Legitimacy, in short, is an essential component of the overall reform effort. From this perspective, as developing country critics have rightly noted, the decision to adjust the quotas of China, Mexico, South Korea and Turkey, albeit welcome, is an inadequate first step, with little certainty that further steps along this road will follow.

It is incredible that of the 24 members of the executive board six are members of the eurozone, seven are members of the EU and eight are western European. Not one of these countries will ever draw on IMF credit. Six of them do not even possess an independent monetary policy. Yet they insist not only on their continued overrepresentation on the board, but on their droit de seigneur in choosing the managing director. If the ancien régime is unwilling to accept the changes that are needed for the fund to regain legitimacy across the world, it cannot complain if it ends up presiding over a disregarded, indeed discarded, institution.

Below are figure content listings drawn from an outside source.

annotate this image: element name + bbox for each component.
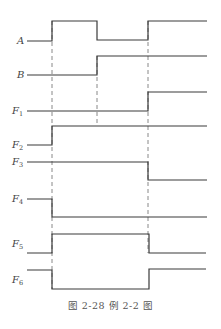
waveform-f4 (27, 199, 207, 217)
signal-label-f2: F2 (11, 139, 23, 152)
signal-waveforms (27, 21, 207, 289)
signal-labels: ABF1F2F3F4F5F6 (11, 35, 24, 287)
signal-label-f1: F1 (11, 105, 23, 118)
signal-label-b: B (16, 69, 24, 80)
guide-lines (52, 21, 148, 289)
signal-label-a: A (16, 35, 24, 46)
waveform-a (27, 21, 207, 41)
waveform-b (27, 56, 207, 75)
signal-label-f3: F3 (11, 156, 23, 169)
signal-label-f6: F6 (11, 274, 23, 287)
timing-diagram: ABF1F2F3F4F5F6 (0, 0, 221, 329)
waveform-f6 (27, 269, 206, 289)
figure-caption: 图 2-28 例 2-2 图 (0, 298, 221, 312)
signal-label-f5: F5 (11, 238, 23, 251)
waveform-f3 (27, 162, 207, 180)
signal-label-f4: F4 (11, 193, 23, 206)
waveform-f2 (27, 126, 207, 145)
waveform-f1 (27, 92, 207, 111)
waveform-f5 (27, 234, 206, 253)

What then is needed? The answers are: first, a sizeable reduction in the European share of the votes; second, a radical reallocation of constituencies to reduce the number of European members of the board; third, an open global search for the head of the IMF (and, for that matter, of the World Bank); and, finally, the grant of substantial independence in the exercise of the fund’s mandates to that managing director and the staff.

The IMF is an organisation with substantial capacity. It has, too, the potential to play a valuable part in managing the world’s transition to an integrated global financial system, with all the stresses that is bound to create. It will never be perfect. But it can become less imperfect than it is. The key to achieving this is making a clearer link between its objectives, its legitimacy and staff independence.

Europeans talk endlessly about making multilateralism work. They are right to do so. This, at last, is a chance for them to take the lead, not just in rhetoric, but in reality, too.